How To Expand a Tech Firm’s Customer Reach
Once technology firms have reached a level of maturity where revenue is consistent and practice (and delivery) is dialed-in, talks of expansion are almost inevitable. Expansion of tech firms comes in a few different flavors of conquest: geography expansion (into new country segments), moving up-market into complex deals/bids and expanding various practice areas.
We’ll cover expanding practice areas in another post, but expanding market and customer reach is often seen as the logical next step of a successful firm compared to moving up the market.
Whether that’s expanding revenue growth across market segments in the same country or outside, it is a trying hurdle for operations, marketing, and the entrepreneur’s sanity.
Here’s how to handle all three.
Keeping Your Sanity
Change in a firm is difficult, but when all of the partners are aligned on a firm-wide move, that resistance to change can swing the other direction into unbridled momentum.
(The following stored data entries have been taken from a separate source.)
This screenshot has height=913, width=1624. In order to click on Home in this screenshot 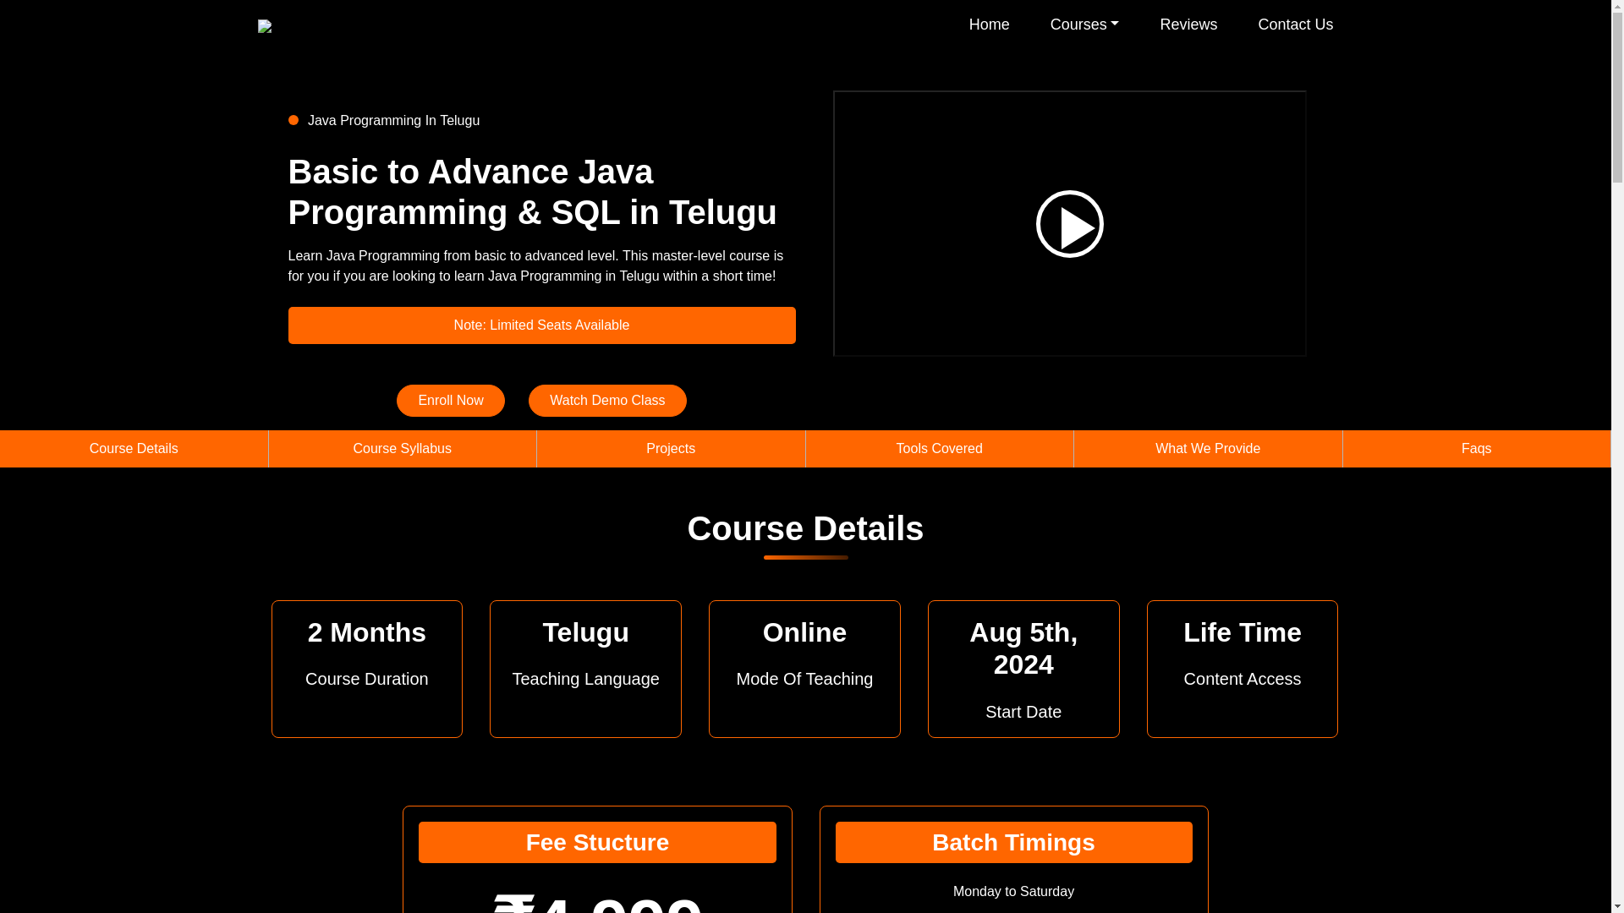, I will do `click(989, 24)`.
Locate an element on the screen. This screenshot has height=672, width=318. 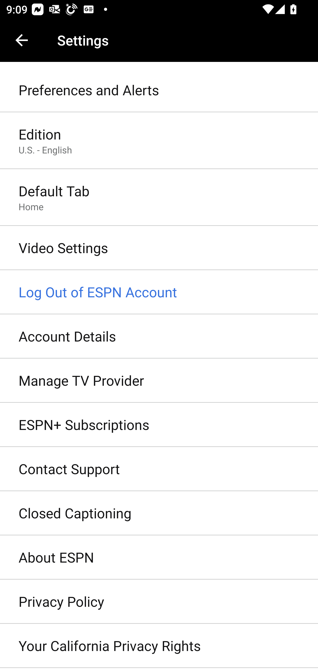
ESPN+ Subscriptions is located at coordinates (159, 425).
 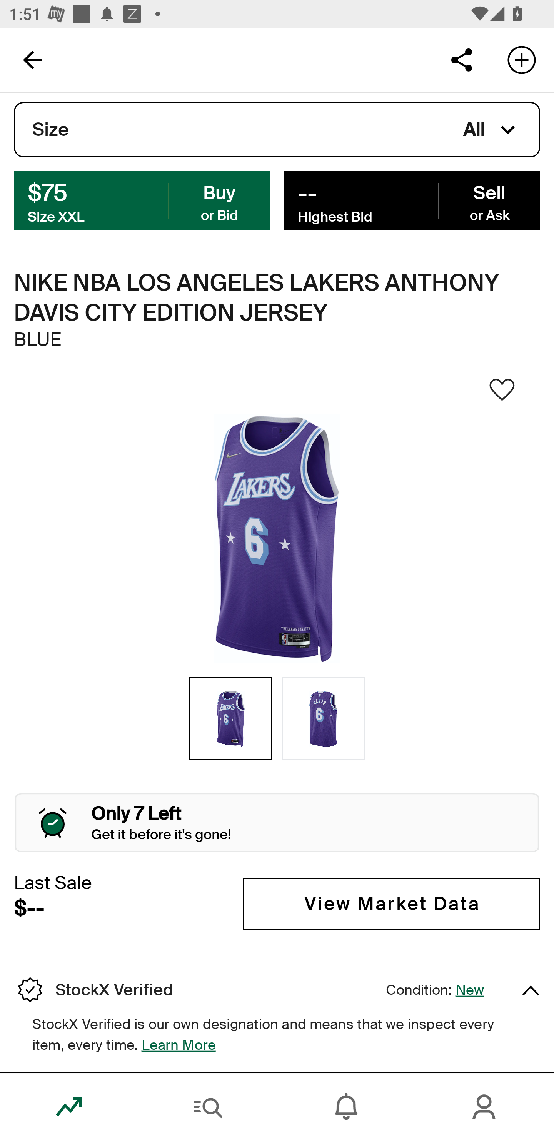 What do you see at coordinates (346, 1107) in the screenshot?
I see `Inbox` at bounding box center [346, 1107].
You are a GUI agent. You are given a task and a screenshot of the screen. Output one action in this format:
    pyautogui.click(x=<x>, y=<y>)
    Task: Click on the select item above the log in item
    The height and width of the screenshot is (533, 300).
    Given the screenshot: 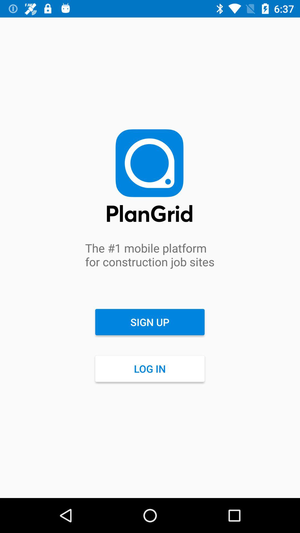 What is the action you would take?
    pyautogui.click(x=150, y=322)
    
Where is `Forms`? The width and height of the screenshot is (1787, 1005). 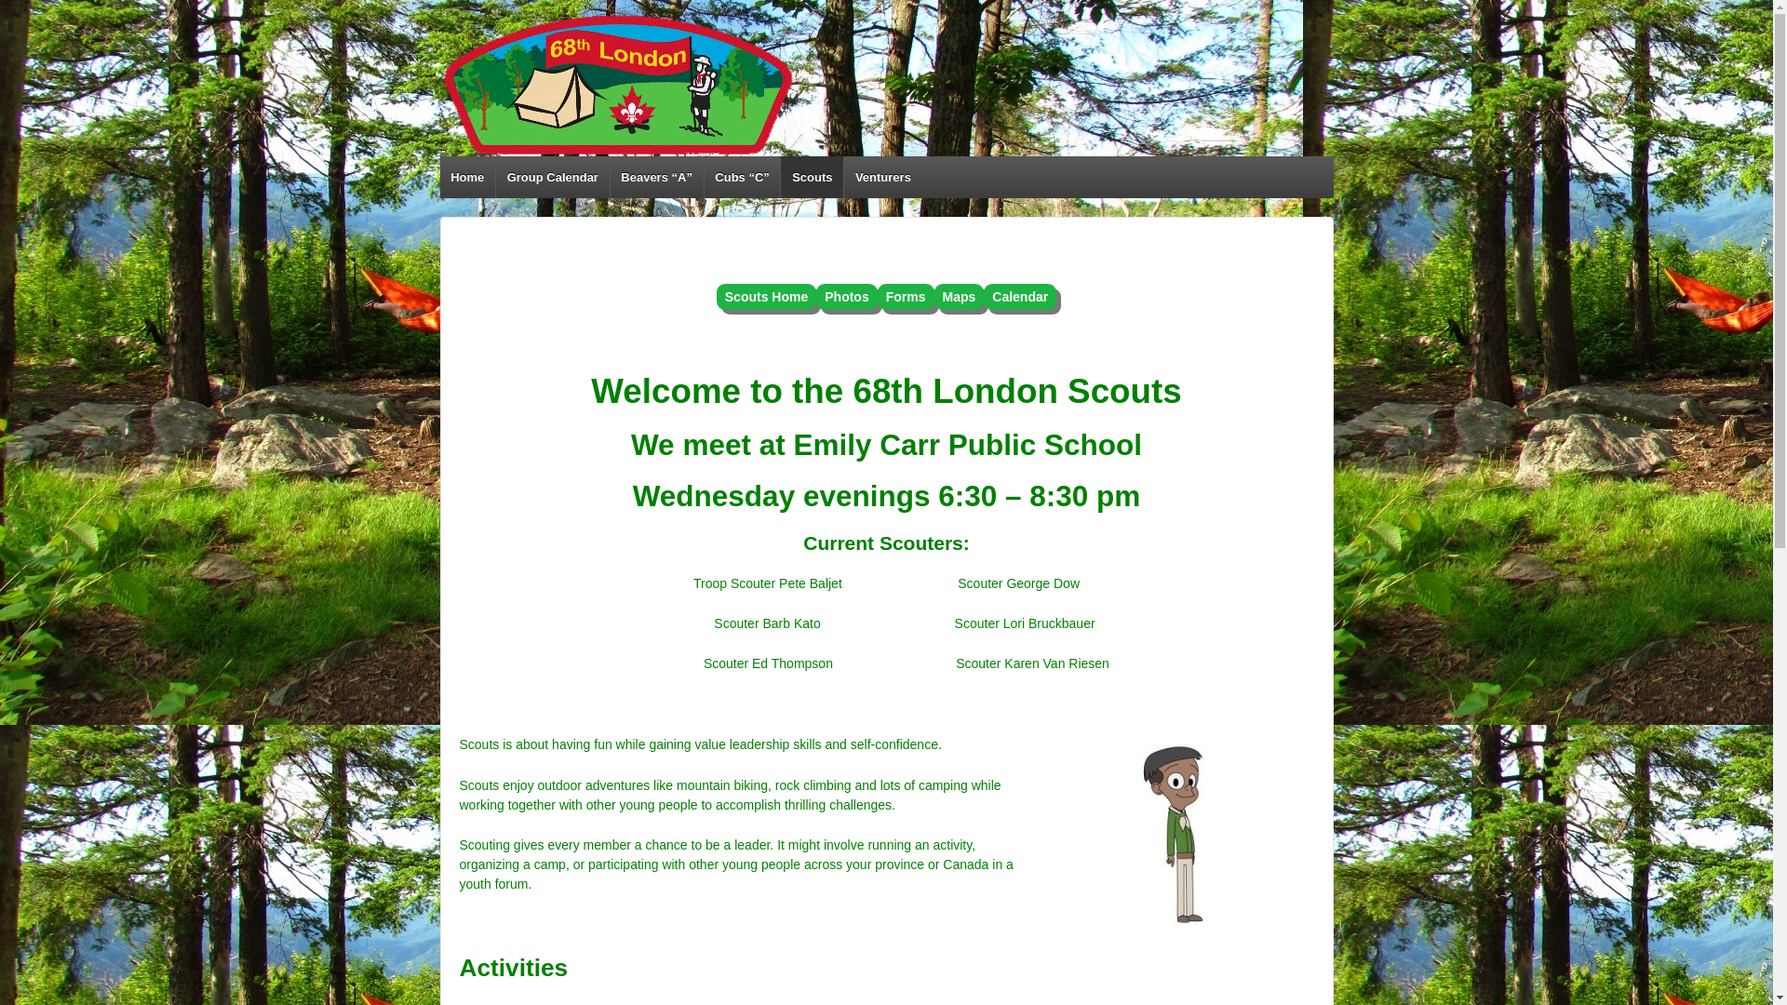 Forms is located at coordinates (906, 297).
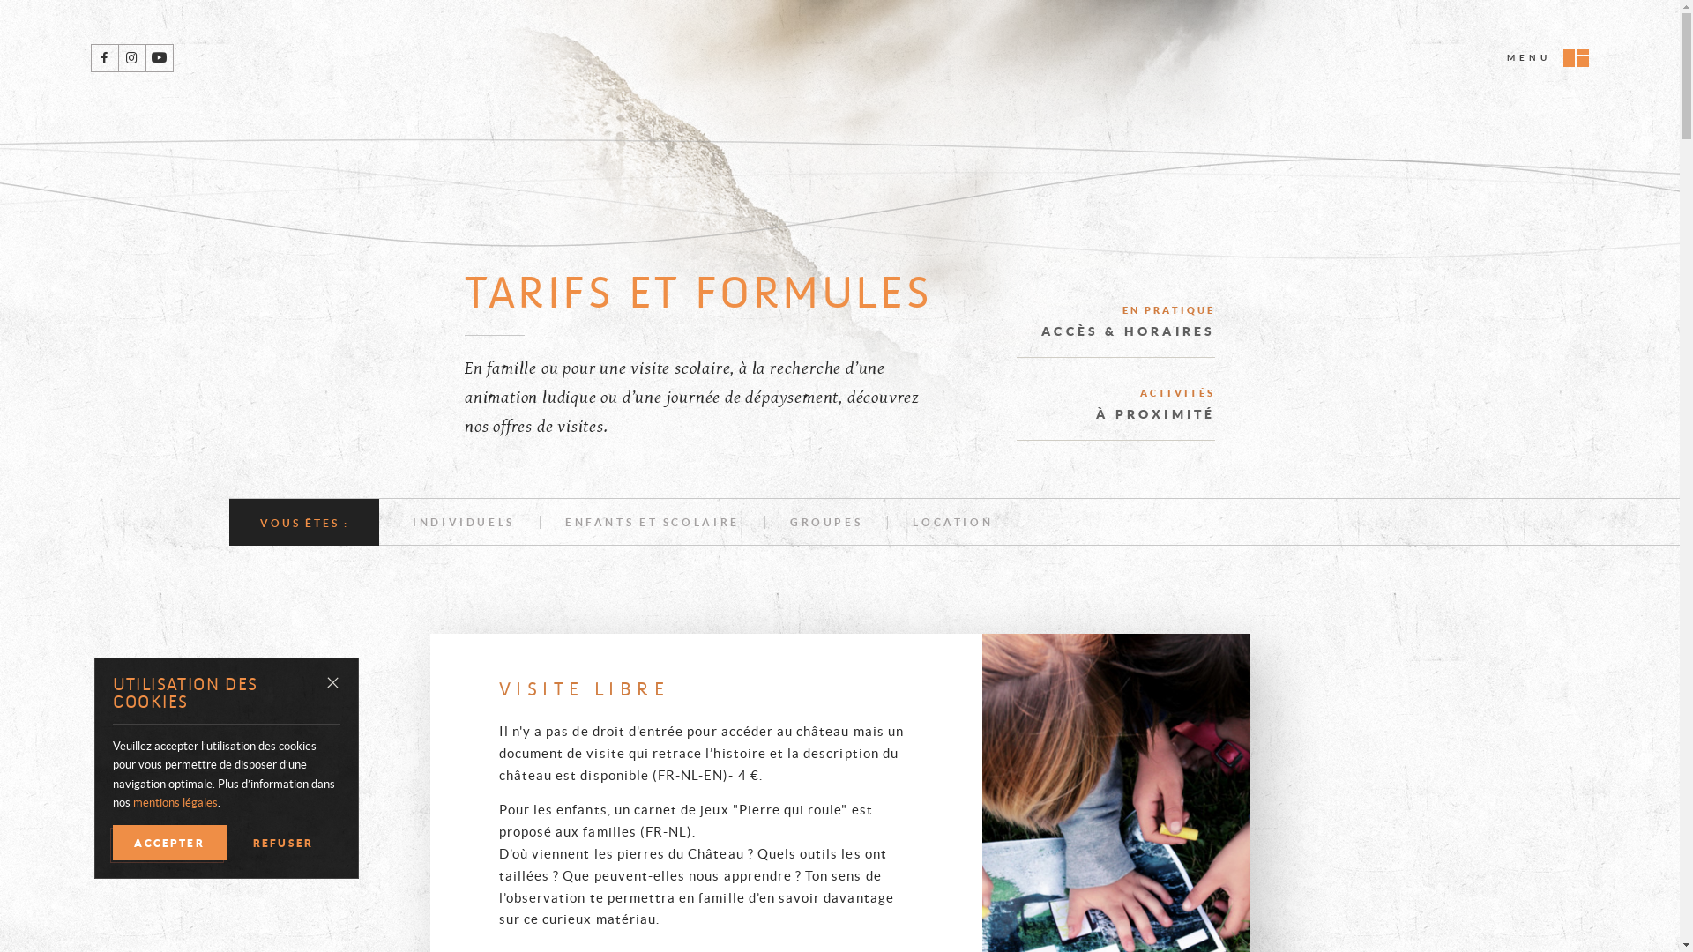 This screenshot has height=952, width=1693. Describe the element at coordinates (169, 843) in the screenshot. I see `ACCEPTER` at that location.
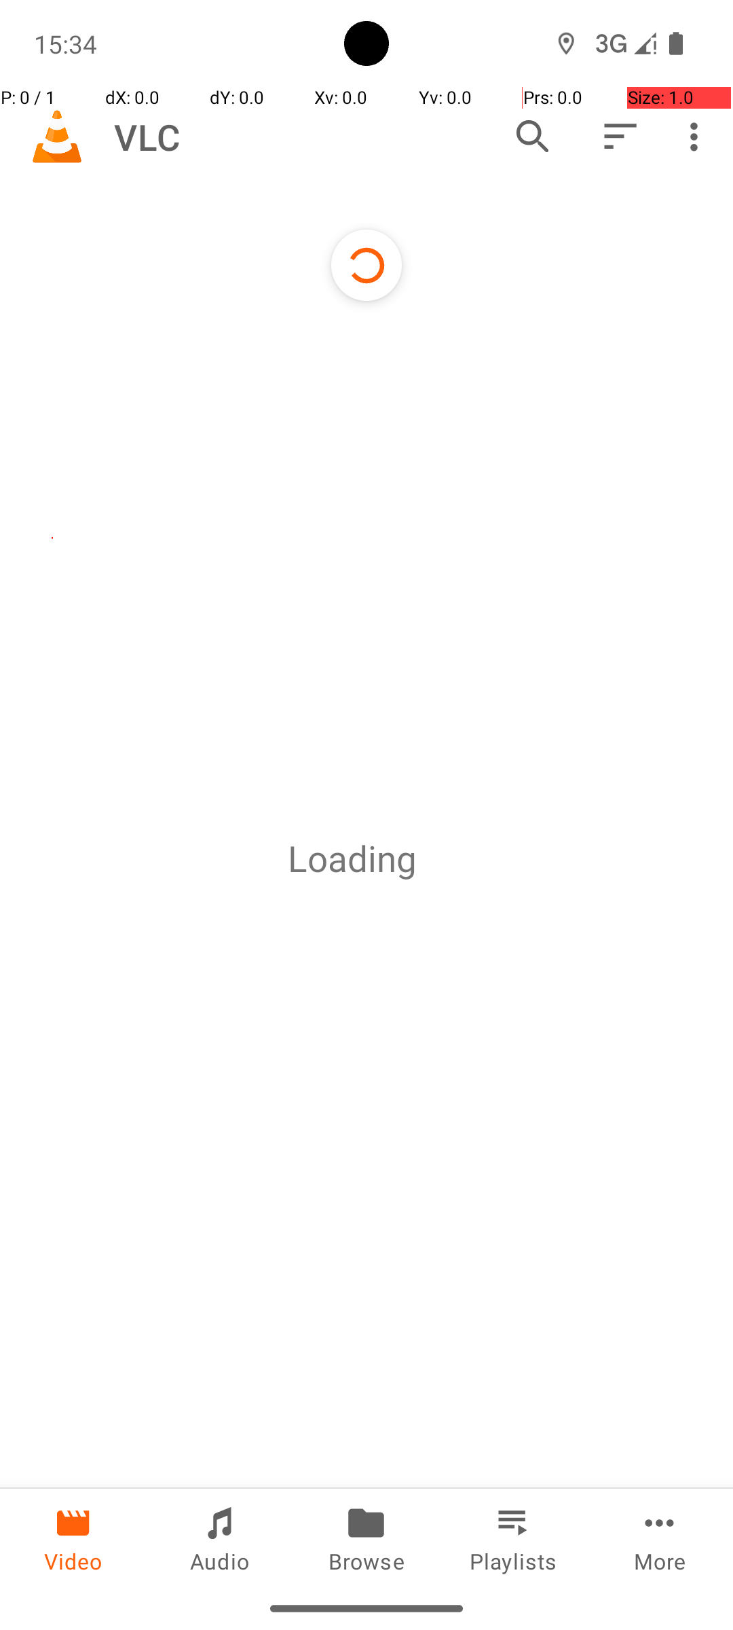  I want to click on Video, so click(73, 1537).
While deciding to grow a firm’s new revenue streams can feel incredible, eventually the honeymoon phase of decision making is over, and the reality of execution begins. To ensure partners can focus on their work and not lose sleep over the expansion, it’s critical to have realistic and achievable goals in mind.
When a lofty plan hits operations, the holes in your goals become painfully evident. When a “perfect” yet incomplete plan reaches execution, deadlines are missed, goals are overlooked, and the momentum of a pivotal firm move dies.
This is when the entrepreneur (and founders), understandably, lose their minds. With some preparation and a clear understanding of start-to-finish implementation of your expansion, the whole firm can be focused, ready, and sane when the expansion begins.
Having realistic goals and achievable execution dates for a market expansion or launch are the two most important goals for a comfortable execution. If the entrepreneur set too lofty of goals, or if people executing on the expansion deliver subpar results, expectations are not met and the expansion causes more pain than profit. Setting realistic goals for growth starts with understanding what is achievable and what growth really looks like.
Calming the storm of Operations
High growth tech firms aren’t known for their pristine operations. If they were, flat rates would be significantly more popular than billable hours. That being said, a firm that is looking to expanding markets should have its operational teams built out and a good grasp of the firm’s economics. After all, tech firms that are looking to expand have likely looked at the opportunity costs of expansion, and have decided that the numbers make sense.
Expanding a firm jostles the carefully built operations and systems of a tech firm. As obvious as that sounds, firms are often surprised when phone systems aren’t working properly, websites are broken, and vital structural employees are redundant, or worse, absent altogether. Walking through the minutiae of an expansion is worth the extra time. Waiting for the execution of the market expansion before talking about the details will almost certainly result in unexpected costs.
Marketing: Building a launchpad out of words and numbers
The number one thing we’ve seen firms fail to do when they expand is to devise a comprehensive expansion marketing plan.
Firms that get comfortable in their success and assume that an expansion will naturally extend from previous achievements, learn a harsh lesson. Expanding markets is more akin to starting a new business. Referrals can help kickstart an expansion, but even referrals need optimizing if you’re going to turn a profit on the new expansion. With the cost of an expansion, your firm is now in the hole and expecting a return. It only makes sense to bring the materials to build the ladder.
Marketing into new customer segments is similar to marketing an entire firm, but instead of trying to expand the reach and image of the entire firm, expansion strategies can focus on driving the subject of the expansion into highly targeted areas of the market. If a firm is expanding into specific geographies or customer segment, marketing will help the firm identify who the ideal clients are, what exactly they want to see from your tech firm, and where to reach them.
Once those three factors are dialed in, the tech firm now has a clear launchpad for a market expansion and clarity on how they are going to surmount the operational costs of capitalizing on a pivotal growth opportunity.